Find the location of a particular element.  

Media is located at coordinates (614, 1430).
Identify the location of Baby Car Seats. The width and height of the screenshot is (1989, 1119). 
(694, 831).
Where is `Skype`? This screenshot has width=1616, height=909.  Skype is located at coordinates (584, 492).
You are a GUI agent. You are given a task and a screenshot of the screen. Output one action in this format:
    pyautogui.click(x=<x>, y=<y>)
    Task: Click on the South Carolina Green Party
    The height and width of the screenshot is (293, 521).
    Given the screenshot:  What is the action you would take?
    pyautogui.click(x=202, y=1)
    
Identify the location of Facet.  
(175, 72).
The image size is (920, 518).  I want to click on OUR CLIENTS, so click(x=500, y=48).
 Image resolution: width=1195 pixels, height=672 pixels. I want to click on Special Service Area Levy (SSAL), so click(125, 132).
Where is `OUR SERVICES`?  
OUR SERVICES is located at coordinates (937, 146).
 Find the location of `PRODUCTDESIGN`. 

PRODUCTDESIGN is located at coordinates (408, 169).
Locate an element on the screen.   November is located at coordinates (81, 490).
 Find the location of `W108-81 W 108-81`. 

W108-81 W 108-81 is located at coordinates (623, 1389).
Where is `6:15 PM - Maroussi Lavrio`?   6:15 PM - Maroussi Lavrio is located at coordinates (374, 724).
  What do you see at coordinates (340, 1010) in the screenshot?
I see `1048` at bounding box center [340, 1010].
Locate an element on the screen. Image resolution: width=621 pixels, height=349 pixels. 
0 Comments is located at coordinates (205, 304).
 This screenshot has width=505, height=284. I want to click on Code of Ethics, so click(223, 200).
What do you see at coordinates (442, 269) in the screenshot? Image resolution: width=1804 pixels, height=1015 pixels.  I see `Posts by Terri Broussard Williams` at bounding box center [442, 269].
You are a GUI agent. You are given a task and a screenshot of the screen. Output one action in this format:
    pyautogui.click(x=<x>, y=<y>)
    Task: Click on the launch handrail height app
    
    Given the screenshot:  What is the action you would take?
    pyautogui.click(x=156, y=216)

::::

*Try it*. Lines from the one with "Task: Click on the launch" through the last line of the listing above: return these exactly, and nothing else.

*The completed task*.
    Task: Click on the launch handrail height app
    
    Given the screenshot:  What is the action you would take?
    pyautogui.click(x=156, y=216)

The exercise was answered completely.